Landscape – Art
Two Way Reaction
15 Dec 1980 – 12 March 1981
Exhibition Pamphlet Essay
Recently our attitude to the world and our place in it has changed. The dedication to technology of the early years of the century has been frequently questions in the last two decades. In the years since the Second World War, we have become increasingly aware of the fragility of our planet. For the first time man has realised the potential not only of destroying himself, but also of destroying the earth and its atmosphere. International Ecology Year was proclaimed in 1970; the artists in this exhibition have responded in different ways to ecological concerns.
Landscape has been a recurrent subject for artists through the centuries and during periods of increasing industrial development this interest in landscape has taken people back to their origins and to the whole issue of creation. A major artistic concern of the first half of the 20th century was with mechanical and abstract forms. Recently we have seen a return to natural sources of inspiration.
Artists’ involvement with ecology goes back to the mid 1960s. Identifying with nature, they moved away from the formalism of the earlier decade and have often seen art as a continuous process and not something that results in paintings for museum walls. We have only to compare the formalism of Ad Reinhardt’s Black pictures of the mid 50s and 60s with the open-ended concerns of Hamish Fulton’s photographs of walks, which chart the artist’s own ephemeral imprint on nature. Minimal art in the 1960s represents the last development of abstract art; it was a reduction of artistic forms taken to its limits. Works like Don Judd’s Boxes of the 1960s* represent a total rejection of natural forms to create ideals, basic aesthetic objects. Environmental art is a rejection of such aestheticism; it seeks to return to a vision of nature and reaffirms the place of the natural world as the source of inspiration. The artists in this exhibition, like the landscape artists of the romantic period of the early 19th century, are trying to integrate their experience with the continuing forces and energies of nature.
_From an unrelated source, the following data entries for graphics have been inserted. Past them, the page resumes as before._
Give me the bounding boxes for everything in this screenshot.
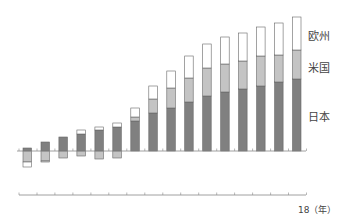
bar-segment <box>113 151 122 158</box>
bar-segment <box>23 162 32 167</box>
bar-segment <box>131 121 140 151</box>
stacked-bar-chart <box>0 0 346 221</box>
bar-segment <box>149 99 158 113</box>
bar-segment <box>95 130 104 151</box>
bar-segment <box>221 64 230 92</box>
legend-label-europe: 欧州 <box>308 27 330 43</box>
bar-segment <box>239 33 248 61</box>
bar-segment <box>293 17 302 50</box>
legend-label-us: 米国 <box>308 59 330 75</box>
bar-segment <box>221 37 230 64</box>
bar-segment <box>149 113 158 151</box>
bar-segment <box>167 71 176 88</box>
bar-segment <box>257 56 266 86</box>
bar-segment <box>59 151 68 158</box>
bar-segment <box>293 79 302 151</box>
bar-segment <box>185 78 194 102</box>
bar-segment <box>167 88 176 108</box>
x-axis-end-label: 18（年） <box>298 203 336 216</box>
bar-segment <box>185 56 194 78</box>
bar-segment <box>221 92 230 151</box>
bar-segment <box>149 86 158 99</box>
bar-segment <box>257 86 266 151</box>
bar-segment <box>185 102 194 151</box>
bar-segment <box>95 151 104 159</box>
bar-segment <box>23 151 32 162</box>
bar-segment <box>41 161 50 162</box>
bars-group <box>23 17 301 167</box>
legend-label-japan: 日本 <box>308 108 330 124</box>
bar-segment <box>239 61 248 89</box>
bar-segment <box>257 27 266 56</box>
bar-segment <box>77 134 86 151</box>
bar-segment <box>203 96 212 151</box>
bar-segment <box>131 117 140 121</box>
bar-segment <box>275 55 284 82</box>
bar-segment <box>203 68 212 96</box>
bar-segment <box>239 89 248 151</box>
bar-segment <box>203 44 212 68</box>
bar-segment <box>167 108 176 151</box>
bar-segment <box>275 23 284 55</box>
bar-segment <box>113 123 122 127</box>
bar-segment <box>59 137 68 151</box>
bar-segment <box>77 151 86 156</box>
bar-segment <box>77 130 86 134</box>
bar-segment <box>41 142 50 151</box>
bar-segment <box>41 151 50 161</box>
bar-segment <box>293 50 302 79</box>
bar-segment <box>131 108 140 117</box>
bar-segment <box>113 127 122 151</box>
bar-segment <box>23 148 32 151</box>
bar-segment <box>95 127 104 130</box>
bar-segment <box>275 82 284 151</box>
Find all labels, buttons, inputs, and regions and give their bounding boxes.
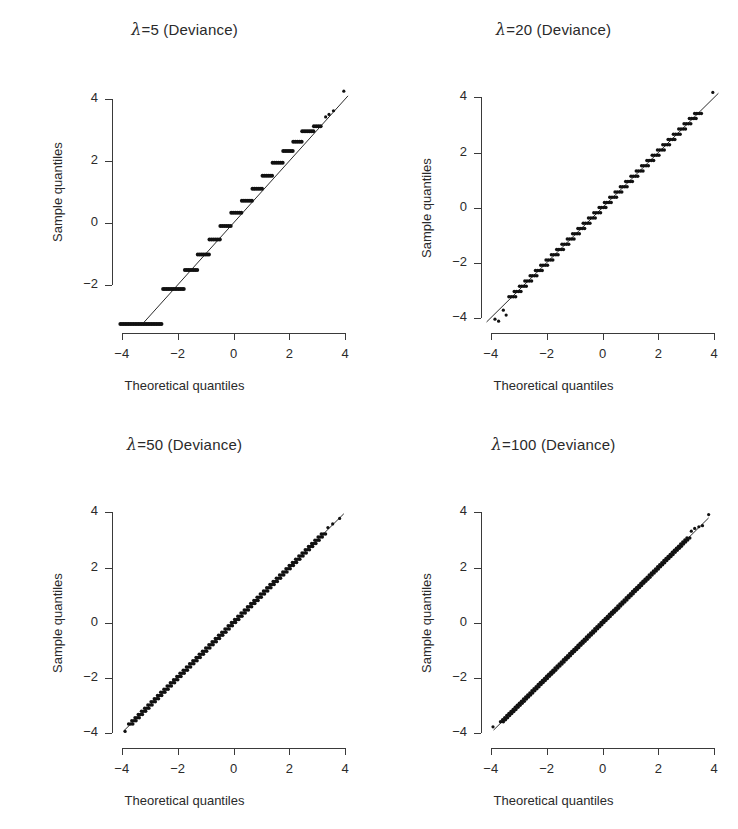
data-point — [693, 527, 696, 530]
panel-lambda-5: λ=5 (Deviance) −4−2024Theoretical quanti… — [0, 0, 369, 414]
data-point — [276, 580, 280, 584]
data-point — [314, 542, 318, 546]
data-point — [170, 684, 174, 688]
data-point — [338, 517, 341, 520]
data-point — [327, 113, 330, 116]
panel-lambda-20: λ=20 (Deviance) −4−2024Theoretical quant… — [369, 0, 738, 414]
plot-area: −4−2024Theoretical quantiles−2024Sample … — [0, 0, 369, 414]
data-point — [173, 681, 177, 685]
data-point — [227, 627, 231, 631]
data-point — [578, 232, 582, 236]
data-point — [311, 129, 315, 133]
data-point — [652, 159, 656, 163]
data-point — [688, 536, 692, 540]
data-point — [301, 554, 305, 558]
qq-data-layer — [0, 415, 369, 829]
data-point — [243, 611, 247, 615]
data-point — [141, 713, 145, 717]
data-point — [657, 154, 661, 158]
data-point — [599, 211, 603, 215]
data-point — [324, 532, 328, 536]
data-point — [166, 687, 170, 691]
data-point — [694, 117, 698, 121]
data-point — [202, 653, 206, 657]
data-point — [583, 227, 587, 231]
data-point — [199, 656, 203, 660]
qq-data-layer — [0, 0, 369, 414]
data-point — [256, 599, 260, 603]
data-point — [179, 675, 183, 679]
data-point — [668, 143, 672, 147]
data-point — [163, 691, 167, 695]
data-point — [266, 589, 270, 593]
data-point — [221, 634, 225, 638]
qq-data-layer — [369, 0, 738, 414]
data-point — [620, 190, 624, 194]
data-point — [556, 253, 560, 256]
data-point — [701, 524, 704, 527]
data-point — [326, 526, 329, 529]
data-point — [331, 522, 334, 525]
data-point — [530, 279, 534, 283]
data-point — [234, 621, 238, 625]
data-point — [684, 127, 688, 131]
data-point — [195, 268, 199, 272]
data-point — [176, 678, 180, 682]
data-point — [567, 243, 571, 247]
data-point — [551, 258, 555, 262]
data-point — [229, 224, 233, 228]
data-points — [491, 513, 710, 728]
data-point — [215, 640, 219, 644]
data-point — [237, 618, 241, 622]
data-point — [239, 211, 243, 215]
data-point — [250, 605, 254, 609]
data-point — [192, 662, 196, 666]
data-point — [311, 545, 315, 549]
data-point — [707, 513, 710, 516]
data-points — [493, 91, 714, 323]
data-point — [285, 570, 289, 574]
plot-area: −4−2024Theoretical quantiles−4−2024Sampl… — [369, 0, 738, 414]
data-point — [502, 309, 505, 312]
data-point — [562, 248, 566, 252]
data-point — [540, 269, 544, 273]
data-point — [253, 602, 257, 606]
data-point — [207, 253, 211, 257]
data-point — [324, 115, 327, 118]
data-point — [224, 630, 228, 634]
data-point — [282, 573, 286, 577]
data-point — [689, 122, 693, 126]
data-point — [342, 90, 345, 93]
data-point — [281, 161, 285, 165]
data-point — [625, 185, 629, 189]
data-point — [636, 174, 640, 178]
data-point — [535, 274, 539, 278]
data-point — [182, 287, 186, 291]
data-point — [160, 694, 164, 698]
data-point — [519, 290, 523, 294]
data-point — [615, 195, 619, 199]
panel-lambda-50: λ=50 (Deviance) −4−2024Theoretical quant… — [0, 415, 369, 829]
data-points — [124, 517, 342, 733]
data-point — [150, 703, 154, 707]
data-point — [332, 109, 335, 112]
data-point — [647, 164, 651, 168]
data-point — [154, 700, 158, 704]
data-point — [641, 169, 645, 173]
data-point — [218, 637, 222, 641]
data-point — [700, 112, 704, 116]
data-point — [157, 697, 161, 701]
data-point — [260, 596, 264, 600]
data-point — [147, 706, 151, 710]
data-point — [195, 659, 199, 663]
data-point — [305, 551, 309, 555]
data-point — [131, 722, 135, 726]
data-point — [593, 216, 597, 220]
data-point — [137, 716, 141, 720]
plot-area: −4−2024Theoretical quantiles−4−2024Sampl… — [0, 415, 369, 829]
data-point — [189, 665, 193, 669]
data-point — [678, 133, 682, 137]
data-point — [269, 586, 273, 590]
data-point — [711, 91, 714, 94]
data-point — [291, 149, 295, 153]
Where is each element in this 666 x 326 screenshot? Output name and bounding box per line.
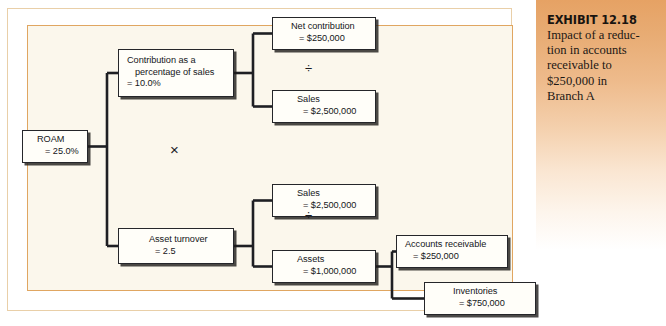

These artists are not limited by conventional pictorial space on a two dimensional flat surface, nor do they want to be confined by a museum space. Their art interacts with unlimited space, with the elements of earth, air, water and fire, the elements of creative process. A good example of this harnessing of the elements to provide an artistic insight is Dennis Oppenheim’s work, Narrow Mind of 1977. The work lasted for ten minutes. Set in the landscape between the rigid and parallel lines of a railtrack, the fleeting image of the title Narrow Mind was written in luminous but evanescent flares.
All artists reveal different preoccupations in response to their environment and hence their art. Some artists, like Sonfist and Boyle, use technology to express the beauty of nature. Smithson’s Spiral Jetty draws new life and vision out of an abused and exhausted landscapes. The sites for his work are rugged and lacerated stretches of land which have been stripped of their energy mostly through mining. He reclaims these wastelands through his art. Smithson rejects mechanical processes, yet ironically, the land is reshaped by using industrial machinery, bulldozers, trucks; he also uses aeroplanes to record the work itself. The process of making is an important aspect of such works; it replaces the mystique of the hand-finished object. Smithson’s is a grand scale vision of simple forms. There is a moral content in his attempt to bring life back to the denuded earth.
Another attitude can be seen in the work of Long, Fulton, Wolseley, Davis and Singer. These artists tread lightly in their environment. Their way of dealing with the landscape recalls man’s early co-existence with and reverence for natural forms. Wolseley’s relationship to the landscape and his drawings of grasshoppers are reminiscent of botanical drawings carried out by 18th and 19th century artists who accompanied scientific expeditions. His journey in search of grasshoppers, small vulnerable insects, delicately drawn, are metaphors for the fragility of ecological systems. His art recalls the romantic artist’s sense of wonder and his desire to understand and be at one with the forces of nature. In a nomadic spirit, some artists have moved into the landscape and made their art there; others, like Arnoldi and Ralph, have used its materials in the original form. Arnoldi makes rectangular constructions with branches and twigs which he joins to form irregular shapes. The open linearity of the twigs, like a web, cuts into space. David Ralph’s chair is an individual, handcrafted functional object. Exquisitely made, it reflects the craftsman’s sensitivity to his specific materials and at the same time challenges in a general way the undifferentiated character of international industrial design.
All art present the possibility of dialogue and interaction. This new art form interacts with the past; it is a living response to the decade preceding it as well as being a reminder of the continuing landscape tradition. The new art form seeks to awaken our consciousness to the ever-present issues of art and life.